• Question: What are the top priorities for drug development at the moment? ...How are these priorities determined?

    Asked by anon-196305 to Lee, Jennifer, Fiona on 7 Mar 2019.
    • Photo: Fiona Scott

      Fiona Scott answered on 7 Mar 2019: last edited 8 Mar 2019 12:22 am


      There are so many things to take into account when developing a drug. I guess the main things are we want our drugs to be 1. potent – that they work well without having to give a patient too much of them. 2. specific – we know exactly how it works and 3. safe, causing as few side effects as possible.

      Potency is determined by just measuring the effect of giving the drug to a cell/animal/patient and plot a “dose response curve” graph where you work out what the ideal dosage is that maximises the desired effect of the drug without causing any toxicity.

      Specific – this is the hard one. We have about 40,000 different enzymes/proteins in our bodies and it is currently impossible to check if your drug only hits the one that’s involved in your disease against every other protein. For example, there are believed to be 518 kinase enzymes but I’ve only been able to test my drugs against 400 of them using the most advanced kinase test techniques. All we can do is test against as many of the important ones (e.g. hERG that affects the heart, kinases involved in cell division etc.) in a test tube before giving them to an animal/person.

      Safe – this is done in different ways. Some overlap with above e.g. if a drug affects the hERG enzyme by a certain amount, its progress to market is immediately halted because it is not safe to interfere with a patient’s heart, regardless of what disease you’re treating. I guess this is done by observing all the symptoms of animals/patients as the drugs progress through the development process and as soon as any red flags occur to investigate and fix them asap before allowing a drug to progress further!

    • Photo: Jennifer Harris

      Jennifer Harris answered on 8 Mar 2019:


      From the Government’s perspective the diagnosis and treatment of any disease, especially cancer, early in the disease’s development is their key priority. Some of the specific diseases they’re focused are:
      – ageing
      – degenerative diseases e.g. Alzheimer’s
      – cancers e.g. pancreatic
      – anti-microbial resistance

      Public Health England also lists global health, pollution and genomic technologies as priorities.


**Task brief**: Look through the lines below for the word "time", and copy every line that has it.

[Records contained in a dataset]

################

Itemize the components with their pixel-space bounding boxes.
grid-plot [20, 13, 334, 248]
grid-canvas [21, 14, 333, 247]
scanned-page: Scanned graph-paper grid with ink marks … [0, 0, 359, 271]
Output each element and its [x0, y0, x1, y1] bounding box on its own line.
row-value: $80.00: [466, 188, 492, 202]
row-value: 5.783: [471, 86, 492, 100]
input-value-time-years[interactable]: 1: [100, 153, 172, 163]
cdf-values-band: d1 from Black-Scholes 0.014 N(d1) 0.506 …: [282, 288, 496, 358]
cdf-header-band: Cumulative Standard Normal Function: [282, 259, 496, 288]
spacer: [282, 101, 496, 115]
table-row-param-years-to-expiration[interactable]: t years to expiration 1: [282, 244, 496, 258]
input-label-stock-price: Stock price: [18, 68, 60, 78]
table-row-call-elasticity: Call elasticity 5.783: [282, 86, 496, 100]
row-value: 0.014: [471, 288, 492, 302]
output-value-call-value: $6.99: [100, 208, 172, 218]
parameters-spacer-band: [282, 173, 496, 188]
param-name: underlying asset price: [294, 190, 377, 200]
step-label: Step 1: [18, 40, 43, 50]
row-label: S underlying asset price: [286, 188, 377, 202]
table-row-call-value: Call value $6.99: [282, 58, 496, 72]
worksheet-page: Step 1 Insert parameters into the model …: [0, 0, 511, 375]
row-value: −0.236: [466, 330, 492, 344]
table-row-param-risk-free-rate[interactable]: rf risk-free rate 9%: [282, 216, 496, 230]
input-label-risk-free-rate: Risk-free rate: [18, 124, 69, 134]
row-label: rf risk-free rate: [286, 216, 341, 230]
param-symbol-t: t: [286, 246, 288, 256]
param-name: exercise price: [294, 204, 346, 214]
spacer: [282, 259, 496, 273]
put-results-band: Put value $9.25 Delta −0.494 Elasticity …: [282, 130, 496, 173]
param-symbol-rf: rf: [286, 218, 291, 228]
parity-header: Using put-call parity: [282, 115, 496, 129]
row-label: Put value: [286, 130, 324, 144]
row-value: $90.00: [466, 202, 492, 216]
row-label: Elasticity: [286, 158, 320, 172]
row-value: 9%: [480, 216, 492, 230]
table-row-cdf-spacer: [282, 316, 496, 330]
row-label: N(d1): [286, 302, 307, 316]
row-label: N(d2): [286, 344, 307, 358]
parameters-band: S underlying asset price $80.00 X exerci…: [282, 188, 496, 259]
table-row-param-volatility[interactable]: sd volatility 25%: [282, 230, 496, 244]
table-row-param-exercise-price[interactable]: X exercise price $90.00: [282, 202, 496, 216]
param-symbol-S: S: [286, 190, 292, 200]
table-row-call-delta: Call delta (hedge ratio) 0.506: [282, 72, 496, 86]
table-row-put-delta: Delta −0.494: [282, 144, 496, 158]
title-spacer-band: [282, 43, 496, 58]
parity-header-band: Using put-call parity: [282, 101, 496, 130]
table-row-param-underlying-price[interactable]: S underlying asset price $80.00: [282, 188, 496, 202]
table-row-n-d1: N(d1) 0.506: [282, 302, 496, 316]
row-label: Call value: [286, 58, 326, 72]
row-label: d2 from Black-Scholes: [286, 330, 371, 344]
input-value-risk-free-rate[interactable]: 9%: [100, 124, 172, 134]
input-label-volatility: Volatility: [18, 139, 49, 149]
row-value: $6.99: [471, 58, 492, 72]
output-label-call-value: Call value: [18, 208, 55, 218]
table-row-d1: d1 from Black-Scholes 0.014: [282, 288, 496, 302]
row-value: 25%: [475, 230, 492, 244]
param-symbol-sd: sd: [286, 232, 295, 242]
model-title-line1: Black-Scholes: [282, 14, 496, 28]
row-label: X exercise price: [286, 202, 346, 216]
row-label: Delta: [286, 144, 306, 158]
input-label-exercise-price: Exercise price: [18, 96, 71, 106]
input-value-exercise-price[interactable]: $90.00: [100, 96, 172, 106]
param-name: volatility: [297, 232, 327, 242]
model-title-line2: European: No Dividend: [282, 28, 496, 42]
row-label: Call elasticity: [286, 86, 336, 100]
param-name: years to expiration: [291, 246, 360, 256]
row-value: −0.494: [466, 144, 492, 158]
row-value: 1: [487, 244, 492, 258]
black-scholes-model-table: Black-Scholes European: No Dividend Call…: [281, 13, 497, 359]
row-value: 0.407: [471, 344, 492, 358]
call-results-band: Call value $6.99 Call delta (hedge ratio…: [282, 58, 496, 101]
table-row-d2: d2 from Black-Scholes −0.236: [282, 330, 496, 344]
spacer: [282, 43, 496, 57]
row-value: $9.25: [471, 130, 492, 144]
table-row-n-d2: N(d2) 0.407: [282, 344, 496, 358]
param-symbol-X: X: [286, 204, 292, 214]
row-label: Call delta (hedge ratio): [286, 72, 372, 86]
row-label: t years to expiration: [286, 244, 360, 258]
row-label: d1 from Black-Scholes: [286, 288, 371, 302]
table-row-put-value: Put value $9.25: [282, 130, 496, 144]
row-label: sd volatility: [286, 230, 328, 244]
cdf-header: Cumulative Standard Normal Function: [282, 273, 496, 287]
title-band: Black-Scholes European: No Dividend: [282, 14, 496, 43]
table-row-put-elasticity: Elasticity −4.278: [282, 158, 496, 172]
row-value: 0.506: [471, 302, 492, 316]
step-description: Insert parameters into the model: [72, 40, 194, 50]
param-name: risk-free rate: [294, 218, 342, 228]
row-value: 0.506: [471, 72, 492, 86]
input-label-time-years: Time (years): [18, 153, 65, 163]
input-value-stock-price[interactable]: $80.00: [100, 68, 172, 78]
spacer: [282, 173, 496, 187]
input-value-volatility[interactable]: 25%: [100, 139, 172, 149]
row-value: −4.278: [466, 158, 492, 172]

################

**Solution to this task**:
input-value-time-years[interactable]: 1: [100, 153, 172, 163]
input-label-time-years: Time (years): [18, 153, 65, 163]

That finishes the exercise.